Friday, April 14, 2017

Finding Out


The morning before I entered first grade--kindergarten had yet to reach small-town Indiana--my parents drove me to the county courthouse in Valparaiso. In a room with an impossibly high ceiling, the judge granted me a new last name to replace one I didn’t even know I had.
After court, we stopped at an ice cream parlor. As I gobbled a mocha chip sundae, my parents instructed me not to tell my little sister my mother had been married before, or that I was only her half-brother.  Instant glee! I had a secret to hold over her.
Except for that day, my parentage was never openly discussed. My mother, Lee, had been married to a silk-screen artist named Milan when I was conceived. We received child support from him for a few years, even though she had gotten remarried to Bill, the only Dad I knew. 
Still, as a teenager I realized my evolving looks were being scrutinized for a family game of “Who’s Your Daddy?” Unlike Milan, I didn’t look Serbian. Unlike Bill, I didn’t look Eastern European Jewish. Both of them had dark hair. I resembled my maternal uncles Bud and Norman —light-skinned, light-haired, with ancestry they called early American.
Vlae, Bill, Tempra, Lee, Christmas 1962

Bud, Dad, Norman, my Grandfather Lyle --When lapel pulling was the height of style 
Once a great-aunt on Dad’s side, visiting from Canada, remarked on my similarity with blond relatives she remembered from Ukraine. But Aunt Freda, a practical immigrant who had little use for my artistically minded Mother, couldn’t see any resemblance to their family.
I can’t say I wondered about it much, except for this: If Dad wasn’t my real father, was I still half-Jewish, or all Christian? Neither of my parents was religious, but they had relatives who were, and the two families were never invited over at the same time.
One night when I was a teenager, my father came home from a long day at his import crafts store. Mother was just back from a horseback ride. Dinner was not being prepared. A vodka martini or two later, the fight began. A hand-crafted Tonala serving dish, bought back from Mexico by my father, flew through the air and shattered against the wall.
“You know she was married before, right?” Dad yelled. “She doesn’t work and she doesn’t keep house either. She acted the same way with her first husband.”
My sister ran to her room, crying. The secret was out. A few years later, they divorced. Neither remarried.

In the 1990s, Dad retired to New Mexico. He had house built and furnished it with Mexican and Native American crafts. Mother visited him for extended periods in the winter. They liked to cross the border at Juarez, shop for hand-crafted furniture and decorations, and hit up Chihuahua Charlie’s for margaritas. They would return buzzed to Las Cruces, get into an argument, and retire to separate floors. She wanted to move in. He said no.
Dad, who had started smoking as a nine-year-old dead end kid, developed lung cancer. That summer, he finally brought up the unmentionable subject.
 Genetic testing was just becoming readily available. “I thought about getting the test and having you get one, but at this point it doesn’t make any difference.”
I agreed. Milan had rejected my inquiries when I was a young man, so screw him. Either way, I only had one Dad.
After Dad died, Mother moved into the house my sister and I had inherited.  She made it even more of a showpiece as well as a shrine to him.
In 2011, when she was eighty-two and I was fifty-seven, she poured my coffee into a Tonala mug on the deck overlooking the saw-toothed Organ Mountains.
“Vlae, I had the test done and I paid for one for you too.”
For the first time, she told me the story. During World War II, she, Bill, and Milan began working together at Chicago’s Polk Brothers electronics store. A love triangle developed.
At seventeen, she married Milan, a decade older. She didn’t love him but was taken by his Old World courtship and her desire to get out of the house of her autocratic father. Her mother cried.
Still, she never lost contact with Bill. When he returned from the Army, they picked up on their old affair. In July 1953, she packed up her bags and they hightailed it to a summer hotel in the Indiana Dunes.
I arrived the following Easter Sunday. The timing was such she didn’t know if Milan or Bill was my father. 
Now, she wanted an answer before she died. A company called 23AndMe promised to identify one’s ethnic heritage. I spit into a barcoded tube and mailed away the sample.
Three weeks later, I opened the envelope.
 “Forty-three percent Northwest European, forty-three percent Eastern European Jewish, fourteen percent other.” So Dad was my Dad. I fist-pumped “Yesss...”
What would have happened if we had known when I was growing up? Maybe he wouldn’t have been so distant. Maybe I would have felt Jewish instead of celebrating Christmas and ignoring religion the other 364 days.
I phoned Mother. She started to cry.
“I wish Bill could hear this,” she said. “It would have meant so much to him.”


Try it:
Copy out each entry precisely; no image belongs in the result.

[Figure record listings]
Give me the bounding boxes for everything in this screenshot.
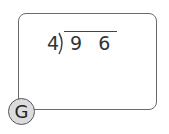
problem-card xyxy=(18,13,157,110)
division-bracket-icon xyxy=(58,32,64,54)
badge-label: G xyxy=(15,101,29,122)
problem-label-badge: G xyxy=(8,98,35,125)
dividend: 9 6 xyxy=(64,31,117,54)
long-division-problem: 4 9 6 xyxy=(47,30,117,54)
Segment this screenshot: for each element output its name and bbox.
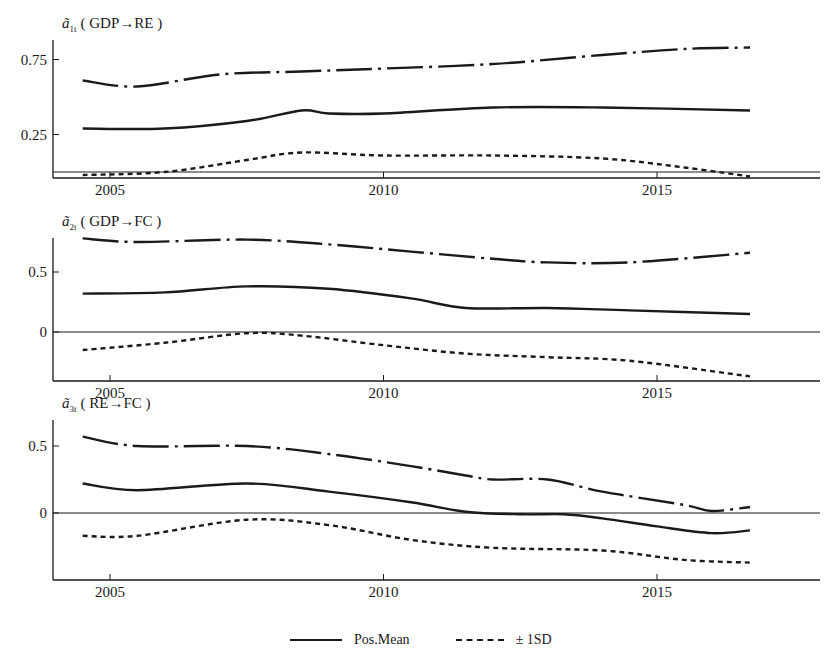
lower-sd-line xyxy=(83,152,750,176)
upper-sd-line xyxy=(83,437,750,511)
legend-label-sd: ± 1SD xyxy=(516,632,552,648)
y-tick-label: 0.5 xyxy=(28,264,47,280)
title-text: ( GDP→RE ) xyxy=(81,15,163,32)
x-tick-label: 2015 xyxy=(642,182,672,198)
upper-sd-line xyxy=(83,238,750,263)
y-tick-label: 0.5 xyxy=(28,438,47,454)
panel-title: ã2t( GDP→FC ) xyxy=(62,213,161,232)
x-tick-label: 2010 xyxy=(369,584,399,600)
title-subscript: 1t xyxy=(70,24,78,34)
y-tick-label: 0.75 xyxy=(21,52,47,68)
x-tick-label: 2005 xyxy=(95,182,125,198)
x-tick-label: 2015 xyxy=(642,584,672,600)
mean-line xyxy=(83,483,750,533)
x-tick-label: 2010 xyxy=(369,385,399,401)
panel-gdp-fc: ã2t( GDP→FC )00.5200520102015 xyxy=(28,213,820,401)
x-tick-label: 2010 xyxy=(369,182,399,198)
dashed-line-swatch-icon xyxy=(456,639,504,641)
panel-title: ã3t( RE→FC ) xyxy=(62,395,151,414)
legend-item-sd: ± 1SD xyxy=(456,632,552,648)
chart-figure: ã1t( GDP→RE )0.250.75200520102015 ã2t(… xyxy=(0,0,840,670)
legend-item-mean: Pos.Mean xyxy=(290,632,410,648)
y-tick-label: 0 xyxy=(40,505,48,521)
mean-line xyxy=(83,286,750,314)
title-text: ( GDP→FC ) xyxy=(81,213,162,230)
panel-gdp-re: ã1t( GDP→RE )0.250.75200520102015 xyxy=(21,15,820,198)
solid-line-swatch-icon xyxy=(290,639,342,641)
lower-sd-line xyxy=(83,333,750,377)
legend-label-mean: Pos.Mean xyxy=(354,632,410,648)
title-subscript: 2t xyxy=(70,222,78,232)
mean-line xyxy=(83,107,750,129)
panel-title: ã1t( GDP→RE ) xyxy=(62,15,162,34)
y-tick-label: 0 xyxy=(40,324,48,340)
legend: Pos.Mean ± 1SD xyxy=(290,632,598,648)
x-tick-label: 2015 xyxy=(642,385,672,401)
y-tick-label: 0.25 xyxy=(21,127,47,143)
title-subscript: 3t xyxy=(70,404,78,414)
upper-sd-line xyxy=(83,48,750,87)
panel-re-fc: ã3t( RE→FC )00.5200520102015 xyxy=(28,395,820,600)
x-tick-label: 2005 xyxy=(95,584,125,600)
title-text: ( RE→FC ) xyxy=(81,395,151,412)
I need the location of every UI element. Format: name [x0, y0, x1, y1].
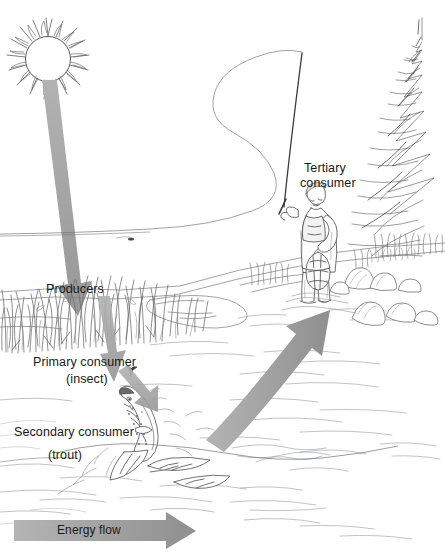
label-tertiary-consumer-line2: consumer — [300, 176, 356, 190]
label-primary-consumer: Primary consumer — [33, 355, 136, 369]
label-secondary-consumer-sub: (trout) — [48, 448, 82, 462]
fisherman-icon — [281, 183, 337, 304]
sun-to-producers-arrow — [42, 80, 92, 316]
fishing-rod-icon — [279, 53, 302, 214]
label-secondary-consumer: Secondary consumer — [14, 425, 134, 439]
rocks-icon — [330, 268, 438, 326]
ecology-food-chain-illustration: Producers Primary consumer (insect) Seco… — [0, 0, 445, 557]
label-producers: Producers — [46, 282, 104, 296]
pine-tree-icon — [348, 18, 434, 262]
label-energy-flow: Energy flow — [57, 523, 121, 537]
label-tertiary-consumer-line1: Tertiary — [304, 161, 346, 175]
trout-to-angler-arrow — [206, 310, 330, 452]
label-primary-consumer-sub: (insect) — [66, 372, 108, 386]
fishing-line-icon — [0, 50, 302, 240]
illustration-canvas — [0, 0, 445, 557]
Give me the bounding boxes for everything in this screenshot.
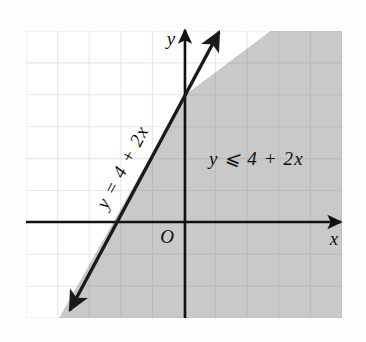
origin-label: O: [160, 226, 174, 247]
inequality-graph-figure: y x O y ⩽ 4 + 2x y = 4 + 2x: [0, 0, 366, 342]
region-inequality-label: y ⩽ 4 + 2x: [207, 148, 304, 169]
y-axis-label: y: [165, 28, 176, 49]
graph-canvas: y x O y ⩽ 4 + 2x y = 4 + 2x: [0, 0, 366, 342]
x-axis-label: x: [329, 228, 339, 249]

Task solution:
Give me the bounding boxes for everything in this screenshot.
problem-card xyxy=(18,13,157,110)
division-bracket-icon xyxy=(58,32,64,54)
badge-label: G xyxy=(15,101,29,122)
problem-label-badge: G xyxy=(8,98,35,125)
dividend: 9 6 xyxy=(64,31,117,54)
long-division-problem: 4 9 6 xyxy=(47,30,117,54)
Segment this screenshot: for each element output its name and bbox.
lower-sd-line xyxy=(83,152,750,176)
upper-sd-line xyxy=(83,437,750,511)
legend-label-sd: ± 1SD xyxy=(516,632,552,648)
y-tick-label: 0.5 xyxy=(28,264,47,280)
title-text: ( GDP→RE ) xyxy=(81,15,163,32)
x-tick-label: 2015 xyxy=(642,182,672,198)
upper-sd-line xyxy=(83,238,750,263)
y-tick-label: 0.5 xyxy=(28,438,47,454)
panel-title: ã2t( GDP→FC ) xyxy=(62,213,161,232)
x-tick-label: 2010 xyxy=(369,584,399,600)
title-subscript: 1t xyxy=(70,24,78,34)
y-tick-label: 0.75 xyxy=(21,52,47,68)
x-tick-label: 2005 xyxy=(95,182,125,198)
x-tick-label: 2015 xyxy=(642,584,672,600)
mean-line xyxy=(83,483,750,533)
x-tick-label: 2010 xyxy=(369,385,399,401)
panel-gdp-fc: ã2t( GDP→FC )00.5200520102015 xyxy=(28,213,820,401)
x-tick-label: 2010 xyxy=(369,182,399,198)
dashed-line-swatch-icon xyxy=(456,639,504,641)
panel-title: ã3t( RE→FC ) xyxy=(62,395,151,414)
legend-item-sd: ± 1SD xyxy=(456,632,552,648)
chart-figure: ã1t( GDP→RE )0.250.75200520102015 ã2t(… xyxy=(0,0,840,670)
legend-item-mean: Pos.Mean xyxy=(290,632,410,648)
y-tick-label: 0 xyxy=(40,505,48,521)
mean-line xyxy=(83,286,750,314)
title-text: ( GDP→FC ) xyxy=(81,213,162,230)
panel-gdp-re: ã1t( GDP→RE )0.250.75200520102015 xyxy=(21,15,820,198)
solid-line-swatch-icon xyxy=(290,639,342,641)
lower-sd-line xyxy=(83,333,750,377)
legend-label-mean: Pos.Mean xyxy=(354,632,410,648)
title-subscript: 2t xyxy=(70,222,78,232)
mean-line xyxy=(83,107,750,129)
panel-title: ã1t( GDP→RE ) xyxy=(62,15,162,34)
y-tick-label: 0 xyxy=(40,324,48,340)
legend: Pos.Mean ± 1SD xyxy=(290,632,598,648)
x-tick-label: 2015 xyxy=(642,385,672,401)
y-tick-label: 0.25 xyxy=(21,127,47,143)
title-subscript: 3t xyxy=(70,404,78,414)
upper-sd-line xyxy=(83,48,750,87)
panel-re-fc: ã3t( RE→FC )00.5200520102015 xyxy=(28,395,820,600)
x-tick-label: 2005 xyxy=(95,584,125,600)
title-text: ( RE→FC ) xyxy=(81,395,151,412)
I need the location of every UI element. Format: name [x0, y0, x1, y1].
label-tertiary-consumer-line2: consumer — [300, 176, 356, 190]
label-primary-consumer: Primary consumer — [33, 355, 136, 369]
label-secondary-consumer-sub: (trout) — [48, 448, 82, 462]
fisherman-icon — [281, 183, 337, 304]
sun-to-producers-arrow — [42, 80, 92, 316]
fishing-rod-icon — [279, 53, 302, 214]
label-secondary-consumer: Secondary consumer — [14, 425, 134, 439]
rocks-icon — [330, 268, 438, 326]
ecology-food-chain-illustration: Producers Primary consumer (insect) Seco… — [0, 0, 445, 557]
label-producers: Producers — [46, 282, 104, 296]
pine-tree-icon — [348, 18, 434, 262]
label-energy-flow: Energy flow — [57, 523, 121, 537]
label-tertiary-consumer-line1: Tertiary — [304, 161, 346, 175]
trout-to-angler-arrow — [206, 310, 330, 452]
label-primary-consumer-sub: (insect) — [66, 372, 108, 386]
fishing-line-icon — [0, 50, 302, 240]
illustration-canvas — [0, 0, 445, 557]
Give me the bounding boxes for everything in this screenshot.
origin-label: O: [160, 226, 174, 247]
inequality-graph-figure: y x O y ⩽ 4 + 2x y = 4 + 2x: [0, 0, 366, 342]
region-inequality-label: y ⩽ 4 + 2x: [207, 148, 304, 169]
y-axis-label: y: [165, 28, 176, 49]
graph-canvas: y x O y ⩽ 4 + 2x y = 4 + 2x: [0, 0, 366, 342]
x-axis-label: x: [329, 228, 339, 249]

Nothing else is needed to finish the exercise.